I'm sure that I've been understanding what you are trying to describe. Perhaps I'm not as good at describing my response. ???

When you hook up flying leads to pins there are a number of things that can be problematic. A $50K logic analyzer has pretty sophisticated probe conditioning between the grabber leads and the sampler. A cheap analyzer doesn't. For the DD, between the local DDR sample buffer and the PC software display buffer is a lot of USB software. I don't have access to the DD control software so I don't know how it operates. We can both appreciate, from experience, how easy it is to mess up displaying data with a limited number of pixels to map to.

What you don't see with things like the DD are samples where data is transitioning between 0 and 1. You can't because of the design; it's all digital. If the sampler were, say a 4-bit A/D and the sampling clock period was about 1/10th the signal rise and fall times you could see this transition as well as over-shoot and under-shoot and possibly coupling of channels. This isn't a criticism of the DD ( or any cheap logic analyzer )  as its price precludes such amenities. 

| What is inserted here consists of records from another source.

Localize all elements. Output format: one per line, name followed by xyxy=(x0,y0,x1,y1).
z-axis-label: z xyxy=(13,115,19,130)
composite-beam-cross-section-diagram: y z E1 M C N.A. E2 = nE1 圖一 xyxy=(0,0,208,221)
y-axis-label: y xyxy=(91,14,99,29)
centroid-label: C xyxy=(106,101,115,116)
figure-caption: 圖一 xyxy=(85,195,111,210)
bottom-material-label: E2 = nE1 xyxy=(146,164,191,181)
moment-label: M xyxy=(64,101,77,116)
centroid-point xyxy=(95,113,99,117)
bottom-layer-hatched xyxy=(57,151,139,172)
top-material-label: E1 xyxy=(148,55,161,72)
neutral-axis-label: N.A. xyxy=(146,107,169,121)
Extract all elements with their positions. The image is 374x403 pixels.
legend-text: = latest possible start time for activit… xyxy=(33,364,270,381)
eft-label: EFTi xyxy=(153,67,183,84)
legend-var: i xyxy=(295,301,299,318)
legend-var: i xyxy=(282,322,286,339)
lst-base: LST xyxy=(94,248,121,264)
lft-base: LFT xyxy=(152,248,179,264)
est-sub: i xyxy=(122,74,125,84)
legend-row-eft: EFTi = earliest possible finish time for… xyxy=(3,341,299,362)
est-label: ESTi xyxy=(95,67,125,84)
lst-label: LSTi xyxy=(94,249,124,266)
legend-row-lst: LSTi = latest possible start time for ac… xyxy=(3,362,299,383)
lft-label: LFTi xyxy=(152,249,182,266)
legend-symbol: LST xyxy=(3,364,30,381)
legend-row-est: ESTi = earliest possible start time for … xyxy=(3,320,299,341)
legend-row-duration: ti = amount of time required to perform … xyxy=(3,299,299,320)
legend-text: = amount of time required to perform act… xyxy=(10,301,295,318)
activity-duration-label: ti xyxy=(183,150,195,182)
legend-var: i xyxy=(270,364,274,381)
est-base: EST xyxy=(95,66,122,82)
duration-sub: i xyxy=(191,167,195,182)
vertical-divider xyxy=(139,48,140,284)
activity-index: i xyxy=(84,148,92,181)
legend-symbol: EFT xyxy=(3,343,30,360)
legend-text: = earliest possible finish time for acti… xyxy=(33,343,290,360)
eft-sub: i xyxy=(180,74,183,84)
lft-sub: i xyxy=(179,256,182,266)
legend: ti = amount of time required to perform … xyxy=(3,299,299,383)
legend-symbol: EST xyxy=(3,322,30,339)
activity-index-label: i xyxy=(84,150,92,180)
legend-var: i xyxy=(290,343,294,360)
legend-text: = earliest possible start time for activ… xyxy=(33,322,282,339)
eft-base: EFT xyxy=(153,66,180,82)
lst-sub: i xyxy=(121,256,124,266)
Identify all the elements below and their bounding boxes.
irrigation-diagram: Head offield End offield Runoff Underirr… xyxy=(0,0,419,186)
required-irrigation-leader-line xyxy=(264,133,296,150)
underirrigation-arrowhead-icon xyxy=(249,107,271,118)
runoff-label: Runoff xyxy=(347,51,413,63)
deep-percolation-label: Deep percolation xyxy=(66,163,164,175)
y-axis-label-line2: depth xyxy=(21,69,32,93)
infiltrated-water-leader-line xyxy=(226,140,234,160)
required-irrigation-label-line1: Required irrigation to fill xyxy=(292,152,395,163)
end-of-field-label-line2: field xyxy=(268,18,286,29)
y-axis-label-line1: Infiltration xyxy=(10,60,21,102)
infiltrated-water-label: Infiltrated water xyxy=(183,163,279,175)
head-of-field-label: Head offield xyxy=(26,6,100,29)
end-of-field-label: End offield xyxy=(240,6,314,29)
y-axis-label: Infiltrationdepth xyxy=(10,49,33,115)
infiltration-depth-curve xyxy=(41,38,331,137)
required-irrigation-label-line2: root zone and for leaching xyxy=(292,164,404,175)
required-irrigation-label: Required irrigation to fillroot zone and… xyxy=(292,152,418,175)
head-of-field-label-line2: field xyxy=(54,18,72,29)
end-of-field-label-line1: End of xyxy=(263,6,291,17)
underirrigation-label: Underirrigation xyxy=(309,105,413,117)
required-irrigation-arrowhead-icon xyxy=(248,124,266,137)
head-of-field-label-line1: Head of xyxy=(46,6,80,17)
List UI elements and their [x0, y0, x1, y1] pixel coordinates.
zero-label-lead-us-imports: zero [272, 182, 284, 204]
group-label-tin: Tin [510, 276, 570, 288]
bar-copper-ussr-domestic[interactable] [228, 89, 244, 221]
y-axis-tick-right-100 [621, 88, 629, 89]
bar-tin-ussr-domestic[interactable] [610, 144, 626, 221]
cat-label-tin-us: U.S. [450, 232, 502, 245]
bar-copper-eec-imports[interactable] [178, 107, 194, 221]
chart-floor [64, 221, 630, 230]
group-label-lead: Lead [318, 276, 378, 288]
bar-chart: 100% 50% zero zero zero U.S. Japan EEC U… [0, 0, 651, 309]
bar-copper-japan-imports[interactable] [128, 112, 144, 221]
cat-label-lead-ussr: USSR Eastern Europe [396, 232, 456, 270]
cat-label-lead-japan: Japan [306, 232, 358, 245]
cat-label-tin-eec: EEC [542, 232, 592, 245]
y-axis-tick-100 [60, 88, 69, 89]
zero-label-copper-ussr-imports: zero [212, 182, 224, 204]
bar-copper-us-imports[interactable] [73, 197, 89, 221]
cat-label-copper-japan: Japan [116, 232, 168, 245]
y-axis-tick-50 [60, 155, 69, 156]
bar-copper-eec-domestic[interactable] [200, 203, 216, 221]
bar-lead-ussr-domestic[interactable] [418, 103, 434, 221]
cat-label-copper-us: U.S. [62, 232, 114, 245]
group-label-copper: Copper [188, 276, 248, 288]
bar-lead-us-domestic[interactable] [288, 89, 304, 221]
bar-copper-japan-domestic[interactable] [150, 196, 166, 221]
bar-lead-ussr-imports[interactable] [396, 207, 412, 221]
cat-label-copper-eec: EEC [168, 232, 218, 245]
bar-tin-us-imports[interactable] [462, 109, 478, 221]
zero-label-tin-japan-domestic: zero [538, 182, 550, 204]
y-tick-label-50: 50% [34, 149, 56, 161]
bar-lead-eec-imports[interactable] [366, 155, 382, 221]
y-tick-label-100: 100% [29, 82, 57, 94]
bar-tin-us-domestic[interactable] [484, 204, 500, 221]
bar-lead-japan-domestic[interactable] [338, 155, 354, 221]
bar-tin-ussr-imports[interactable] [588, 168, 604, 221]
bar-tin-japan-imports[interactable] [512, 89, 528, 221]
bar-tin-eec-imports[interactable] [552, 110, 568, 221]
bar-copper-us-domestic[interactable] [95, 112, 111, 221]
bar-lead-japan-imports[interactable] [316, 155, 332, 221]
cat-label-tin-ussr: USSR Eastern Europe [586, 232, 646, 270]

Still, as likely as it is that the artifacts in the compressed display that you show  is the result of poorly designed display software, I don't feel compelled to change my previous comments. The end result is that if your display doesn't represent a "true" picture of what the target signals are doing it doesn't matter how sophisticated the analyzer is; because the display is the information.

While it's hard to see what you are seeing from the pictures ( by browser doesn't let me zoom in very far ) you no doubt noticed that the "phantom transitions" are all near transitions on other signals. I don't think that either of us can make a conclusion as to what exactly is going on.